February 21, 2008
R2P, Post-colonialism, and the Incoherence of Western Liberals
We here are Abu Muqawama had grown used to unintelligible metaphors being the only notable contribution of New York Times columnists toward foreign policy debates. But things have been looking up since Roger Cohen arrived via the NYT-owned International Herald Tribune.
At a deeper level, the story of little Kosovo is the story of changing notions of sovereignty and international law.
After the above-mentioned genocides, one perpetrated by the late Slobodan Milosevic of Serbia, both revealing a U.N. Security Council too divided to stop mass slaughter, NATO circumvented the council in 1999. It waged war for the first time to prevent Milosevic doing his worst again in Kosovo.
The war, in the words of Thomas Weiss, a political scientist at the City University of New York, ”had legitimacy even if its legality was questioned.” This legitimacy stemmed from an evolving consensus that, as Tony Blair once put it, ”acts of genocide can never be a purely internal matter.”
Sovereignty, after Bosnia, after Rwanda, in a globalized world, was more than authority over territory and people. It was also responsibility.
[snip]
In 2005, the World Summit adopted the ”responsibility to protect,” known by that acronym. R2P formalized the notion that when a state proves unable or unwilling to protect its people, and crimes against humanity are perpetrated, the international community has an obligation to intervene — if necessary, and as a last resort, with military force.
Member states declared that, with Security Council approval, they were prepared "to take collective action in a timely and decisive manner" when "national authorities manifestly fail to protect their populations from genocide, war crimes, ethnic cleansing and crimes against humanity."
Here's the only problem with that. Popular opinion in the West -- especially Western Europe -- has basically maneuvered itself into a grand contradiction. On the one hand, R2P is a lovely policy on which Western liberals can surely agree. The sovereignty of nation-states isn't the only right that matters -- so too do the rights of individuals. Great. But once you sign up for R2P, have you seriously thought about the means necessary to reach the ends? Do you understand the full significance of this?
What Abu Muqawama is getting at here is that force -- or the credible threat of force -- is the only thing that's really going to protect individuals in a place like Kosovo or Rwanda when things get ugly. (And because of the way the Security Council works, where countries like China and Russia will veto any action that sets a precedent for intervening within another state's borders, that force will likely not be sanctioned by the UN. Remember Kosovo?) And yet the post-colonial resistance to any kind of military intervention by the people with the means to intervene -- basically, NATO -- is so strong it precludes intervention in some cases.

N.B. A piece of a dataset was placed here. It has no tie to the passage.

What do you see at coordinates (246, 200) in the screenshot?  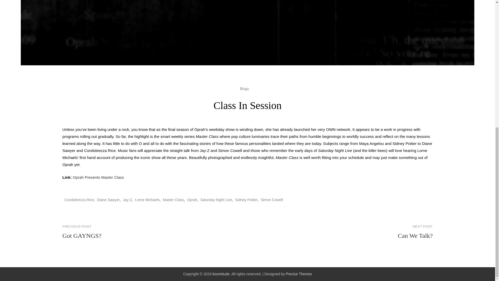 I see `Sidney Poitier` at bounding box center [246, 200].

Every country has its own regulatory norms that develop over time: the respective historical experiences of Germany and Great Britain, for example, make those countries a little more squeamish about foreign military intervention than the United States. We understand that. But if you're not willing to intervene with force or at least the credible threat of force, then you're kidding yourself when you sign up for R2P. You can't have it both ways. Either slink off back to SOAS with your dog-earned copy of The Wretched of the Earth and today's Independent or sack up and admit that R2P means investing in a capable expeditionary military force, the political will to use it, and some acetaminophen to get you over your post-colonial hangover.